Tech-Enabled Firms Have Built Their Own Digital States 

Being a citizen of somewhere doesn't depend on physical location—nation states must respond to the new reality.

In 2022, we will build on the virtual existence many of us have been living during the pandemic and enter a world where digital “countries” exist alongside nation states. We will also need to demolish many of the barriers that still hinder a truly global digital existence.

Digital has reduced the effect of national borders on many aspects of our lives. Transcontinental meetings on Zoom, international e-commerce and the ability to stream media from virtually any jurisdiction show how outdated much physical nation-state bureaucracy is.

States hold the keys to many of the tools that facilitate economic life: governments establish and confirm legal identities, keep records of property ownership, set employment rights, define what constitutes legal tender and approve product standards, for example.

Now that we travel further and faster in the virtual world, the limits of these tools are apparent. In 2022, cracks will appear in the monopoly states have in the business of governance. The pick-and-mix citizenship benefits that are currently enjoyed only by high-net-worth individuals and offshore companies will become available to the mass affluent. A new breed of technology-enabled firms will create a kind of “digital state”, which gives its “citizens” rights, tools and the services needed to work, live and consume more flexibly where they want, in the digital as well as the physical world.

Members of these new virtual states, operated by private companies, will be able to set up legal entities for themselves in one country, reside in another and pay themselves a salary in a third. “Governments” of these states will create digital versions of the credentials people need to prove their identity, property rights, vaccination status or residency in a new online world. In turn, they will create new market spaces that their citizens can “visit” to access digital goods and services that are not licensed or approved in the physical space in which they reside. These will be the new offshore, virtual free ports of the digital age.

Drawing lessons from semi-corporate states, such as the UK territories, these digital states will be set up not by existing tech companies, but by new entities backed by private equity and sovereign investors with the power to negotiate contracts with corporates and countries, secure work and residency benefits for “citizens”, and set terms of trade.

Traditional states will have to grapple with increased tensions between those who are able to take advantage of digital citizenships and those who cannot, even as an eroding tax base gives them fewer tools to do so. Tackling the disparity between a physically entrenched nation state and the reality of the digitally integrated world will become a priority for governments and they will have little choice but to grasp the nettle. Next year we will enter a world in which global citizens will be able to make their own choices rather than depend on a local set of rules governed by where they physically live.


DIRECTIONS: Please read the records below and return each line holding the string "plot".

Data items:
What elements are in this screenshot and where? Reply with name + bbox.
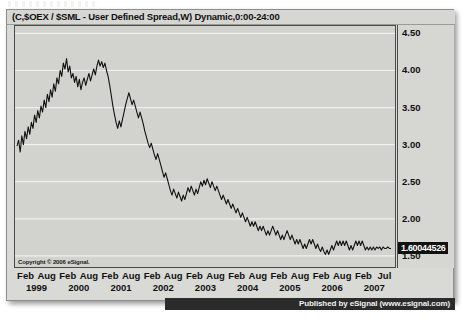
price-tick-label: 4.00	[402, 64, 421, 75]
price-axis[interactable]: 4.504.003.503.002.502.001.50 1.60044526	[397, 25, 454, 268]
price-tick-label: 2.50	[402, 176, 421, 187]
plot-area: Copyright © 2006 eSignal.	[14, 25, 396, 268]
date-tick-year: 2002	[153, 282, 174, 293]
date-tick-month: Feb	[17, 270, 34, 281]
date-tick-year: 2006	[322, 282, 343, 293]
publisher-bar: Published by eSignal (www.esignal.com)	[165, 298, 455, 310]
date-tick-month: Feb	[228, 270, 245, 281]
price-tick-label: 3.50	[402, 102, 421, 113]
date-tick-year: 2004	[237, 282, 258, 293]
chart-figure: (C,$OEX / $SML - User Defined Spread,W) …	[6, 9, 454, 301]
date-tick-year: 2003	[195, 282, 216, 293]
price-line-chart	[15, 26, 395, 267]
date-tick-month: Feb	[102, 270, 119, 281]
date-tick-year: 2001	[110, 282, 131, 293]
date-tick-month: Jul	[378, 270, 392, 281]
date-tick-month: Aug	[164, 270, 182, 281]
date-tick-month: Aug	[206, 270, 224, 281]
date-tick-month: Feb	[186, 270, 203, 281]
current-price-flag: 1.60044526	[398, 242, 448, 254]
date-tick-month: Feb	[144, 270, 161, 281]
date-tick-month: Aug	[291, 270, 309, 281]
date-tick-month: Feb	[313, 270, 330, 281]
date-tick-month: Aug	[37, 270, 55, 281]
price-tick-label: 4.50	[402, 27, 421, 38]
date-tick-month: Feb	[59, 270, 76, 281]
date-tick-month: Aug	[249, 270, 267, 281]
date-tick-month: Feb	[270, 270, 287, 281]
date-tick-year: 1999	[26, 282, 47, 293]
date-tick-month: Aug	[122, 270, 140, 281]
chart-title-bar: (C,$OEX / $SML - User Defined Spread,W) …	[7, 10, 455, 25]
date-tick-month: Feb	[355, 270, 372, 281]
price-tick-label: 2.00	[402, 213, 421, 224]
date-axis[interactable]: Feb1999AugFeb2000AugFeb2001AugFeb2002Aug…	[14, 270, 396, 298]
date-tick-year: 2000	[68, 282, 89, 293]
date-tick-month: Aug	[80, 270, 98, 281]
publisher-credit: Published by eSignal (www.esignal.com)	[299, 299, 450, 308]
scan-artifact	[8, 1, 98, 7]
chart-title: (C,$OEX / $SML - User Defined Spread,W) …	[12, 11, 280, 22]
date-tick-year: 2007	[364, 282, 385, 293]
price-tick-label: 3.00	[402, 139, 421, 150]
copyright-notice: Copyright © 2006 eSignal.	[18, 259, 90, 265]
screenshot-root: (C,$OEX / $SML - User Defined Spread,W) …	[0, 0, 462, 319]
date-tick-month: Aug	[333, 270, 351, 281]
date-tick-year: 2005	[279, 282, 300, 293]
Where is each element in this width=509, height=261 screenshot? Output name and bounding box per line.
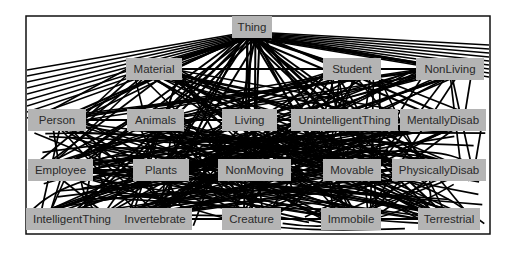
node-immobile[interactable]: Immobile: [321, 208, 381, 230]
node-movable[interactable]: Movable: [323, 159, 381, 181]
node-living[interactable]: Living: [222, 109, 277, 131]
node-animals[interactable]: Animals: [127, 109, 184, 131]
node-invertebrate[interactable]: Invertebrate: [118, 208, 192, 230]
node-thing[interactable]: Thing: [232, 16, 272, 38]
node-nonmoving[interactable]: NonMoving: [218, 159, 291, 181]
node-creature[interactable]: Creature: [222, 208, 281, 230]
node-physicallydisab[interactable]: PhysicallyDisab: [392, 159, 486, 181]
node-intelligentthing[interactable]: IntelligentThing: [26, 208, 118, 230]
node-employee[interactable]: Employee: [28, 159, 93, 181]
node-nonliving[interactable]: NonLiving: [416, 58, 484, 80]
node-student[interactable]: Student: [323, 58, 381, 80]
node-mentallydisab[interactable]: MentallyDisab: [400, 109, 486, 131]
node-unintelligentthing[interactable]: UnintelligentThing: [291, 109, 398, 131]
node-plants[interactable]: Plants: [133, 159, 189, 181]
node-terrestrial[interactable]: Terrestrial: [418, 208, 480, 230]
node-person[interactable]: Person: [28, 109, 86, 131]
node-material[interactable]: Material: [126, 58, 182, 80]
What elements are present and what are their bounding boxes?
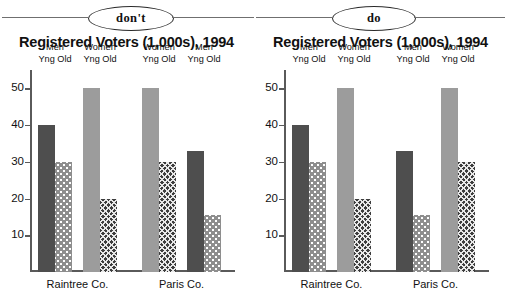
x-axis-category-label: Paris Co. xyxy=(391,278,481,290)
do-badge: do xyxy=(332,6,416,31)
bar-women-yng xyxy=(337,88,354,272)
y-axis-tick xyxy=(25,125,31,126)
x-axis-category-label: Raintree Co. xyxy=(287,278,377,290)
divider-line-left-2 xyxy=(172,17,254,18)
y-axis-tick xyxy=(25,199,31,200)
x-axis-category-label: Paris Co. xyxy=(137,278,227,290)
y-axis-tick-label: 10 xyxy=(256,228,278,240)
y-axis-tick xyxy=(25,162,31,163)
bar-men-old xyxy=(413,215,430,272)
bar-men-old xyxy=(309,162,326,272)
column-header-sub: Yng Old xyxy=(70,54,130,64)
column-header-sub: Yng Old xyxy=(428,54,488,64)
bar-men-yng xyxy=(38,125,55,272)
y-axis-tick-label: 40 xyxy=(2,118,24,130)
y-axis-tick-label: 50 xyxy=(256,81,278,93)
column-header-group: Women xyxy=(324,42,384,52)
column-header-group: Women xyxy=(428,42,488,52)
chart-panel-dont: Registered Voters (1,000s), 199410203040… xyxy=(0,30,253,307)
bar-women-old xyxy=(354,199,371,272)
column-header-sub: Yng Old xyxy=(324,54,384,64)
y-axis xyxy=(30,70,32,272)
y-axis-tick xyxy=(279,199,285,200)
divider-line-left-1 xyxy=(2,17,88,18)
bar-men-yng xyxy=(187,151,204,272)
y-axis-tick xyxy=(279,88,285,89)
y-axis-tick-label: 20 xyxy=(2,192,24,204)
y-axis-tick xyxy=(279,235,285,236)
column-header-group: Men xyxy=(174,42,234,52)
plot-area: 1020304050 xyxy=(30,70,235,272)
x-axis-category-label: Raintree Co. xyxy=(33,278,123,290)
plot-area: 1020304050 xyxy=(284,70,489,272)
y-axis-tick-label: 10 xyxy=(2,228,24,240)
bar-men-yng xyxy=(396,151,413,272)
bar-women-yng xyxy=(83,88,100,272)
column-header-group: Women xyxy=(70,42,130,52)
bar-women-yng xyxy=(142,88,159,272)
y-axis-tick-label: 50 xyxy=(2,81,24,93)
bar-women-old xyxy=(458,162,475,272)
y-axis-tick-label: 30 xyxy=(256,155,278,167)
bar-women-yng xyxy=(441,88,458,272)
bar-women-old xyxy=(159,162,176,272)
column-header-sub: Yng Old xyxy=(174,54,234,64)
y-axis-tick-label: 30 xyxy=(2,155,24,167)
y-axis-tick-label: 40 xyxy=(256,118,278,130)
divider-line-right-2 xyxy=(414,17,505,18)
y-axis-tick xyxy=(25,88,31,89)
badge-row: don't do xyxy=(0,6,507,30)
y-axis-tick xyxy=(279,125,285,126)
do-badge-label: do xyxy=(367,11,381,26)
bar-men-old xyxy=(55,162,72,272)
divider-line-right-1 xyxy=(256,17,332,18)
bar-men-yng xyxy=(292,125,309,272)
y-axis xyxy=(284,70,286,272)
y-axis-tick xyxy=(279,162,285,163)
dont-badge: don't xyxy=(88,6,174,31)
y-axis-tick xyxy=(25,235,31,236)
y-axis-tick-label: 20 xyxy=(256,192,278,204)
bar-men-old xyxy=(204,215,221,272)
comparison-figure: don't do Registered Voters (1,000s), 199… xyxy=(0,0,507,307)
chart-panel-do: Registered Voters (1,000s), 199410203040… xyxy=(254,30,507,307)
dont-badge-label: don't xyxy=(116,11,146,26)
bar-women-old xyxy=(100,199,117,272)
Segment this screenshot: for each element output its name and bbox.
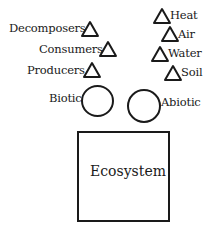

FINAL ANSWER:
plot-area: Copyright © 2006 eSignal.	[14, 25, 396, 268]
plot-area: 1020304050 xyxy=(30,70,235,272)
plot-area: 1020304050 xyxy=(284,70,489,272)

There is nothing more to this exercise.